Signs of Polluter Capture

Agencies:

  • Give polluters more access to decision makers than to those concerned about environmental damage

  • Give polluters too much influence writing environmental impact statements for their projects.

  • Ignore a polluting company’s poor environmental track record when considering new permits

  • Fail to provide strong oversight and respond aggressively when polluters violate their permits. 

  • Allow polluters to “externalize” costs, meaning they don’t pay the true costs of all the pollution they create.

  • Lack fines and other sanctions to deter destructive behavior.

  • Do not aggressively push more stringent laws, sanctions, and lawsuits to protect the environment.

  • Give polluters the benefit of the doubt when environmental damage is difficult to assess (instead of erring on the side of caution).

  • Lack transparency on their permit and enforcement decisions

Impacts on the public:

  • Excess lung-damaging fine particle air pollution.

  • Exposure to cancer-causing chemicals.

  • Water pollution that kills wild rice and fouls drinking water.

  • Unfunded clean-up costs get shifted onto future generations.

No path to “No”

Minnesota regulators seem to think their primary job is to help companies get their permits approved.

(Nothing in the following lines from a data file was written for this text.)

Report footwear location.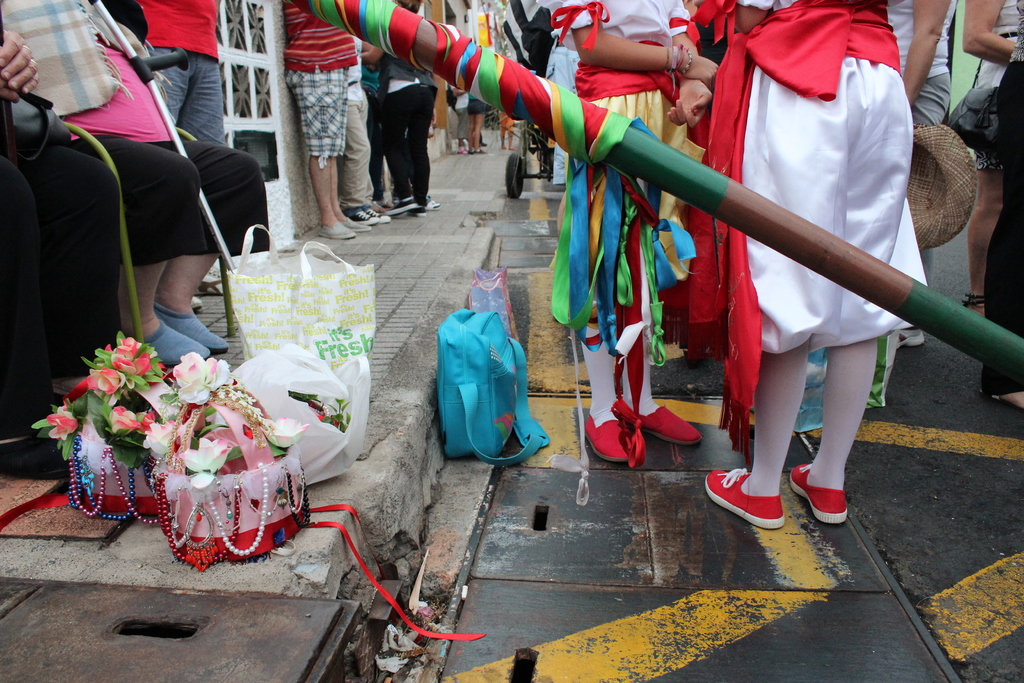
Report: x1=459 y1=146 x2=467 y2=152.
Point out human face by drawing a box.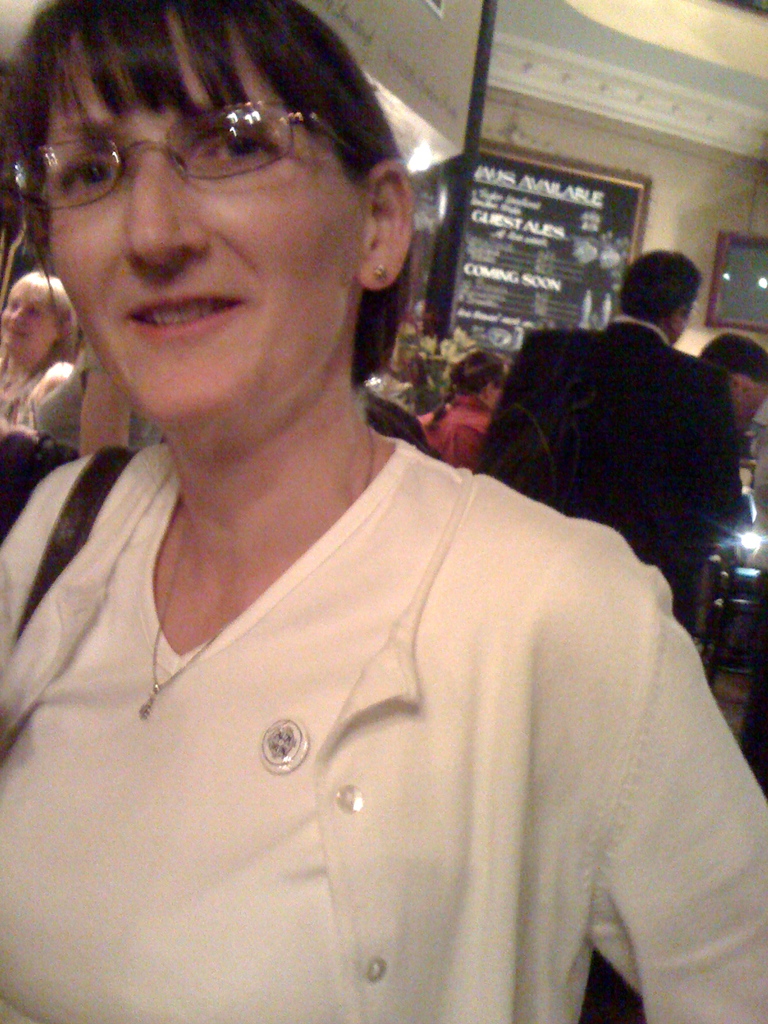
bbox(49, 0, 357, 421).
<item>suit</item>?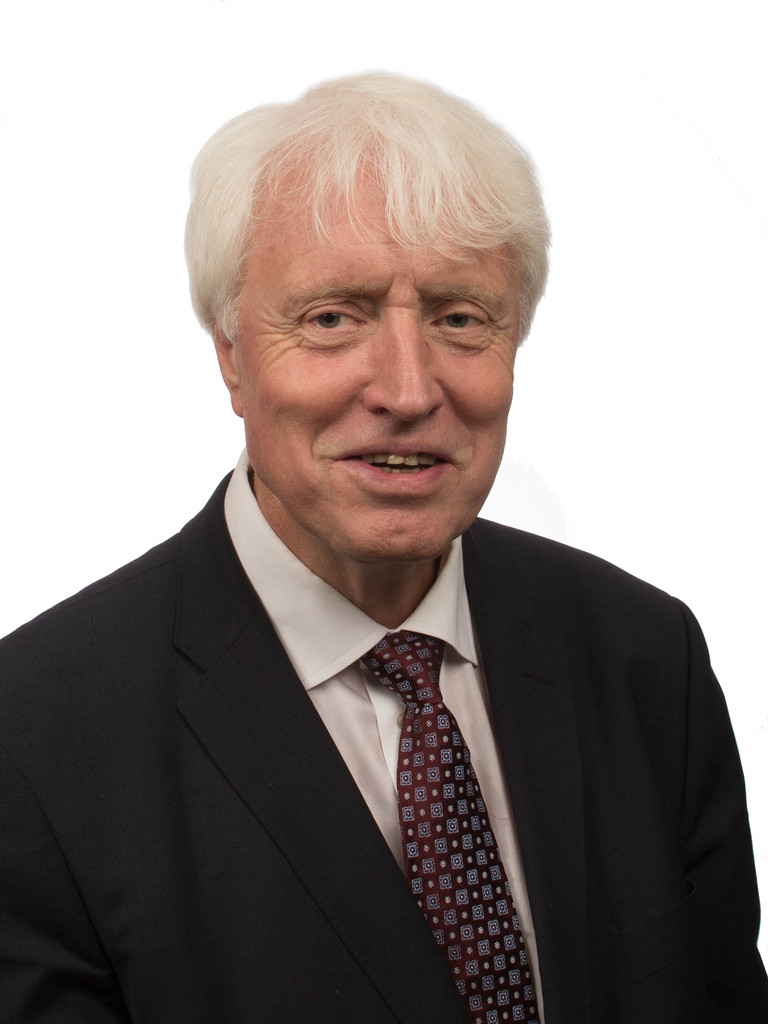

Agencies rarely if ever say “no”. That puts the burden on organizations or Tribal governments to take a state agency to court to reverse an ill-considered permit.

The problem is structural. If a polluter submits a flawed permit application, the agency doesn’t reject it.  Instead, the agency is required to identify the application’s shortcomings and give the company a chance to fix it.

This system gives companies a perverse incentive to turn in weak applications. They know they will get a chance to revise their proposals, until they meet the bare minimum environmental standards.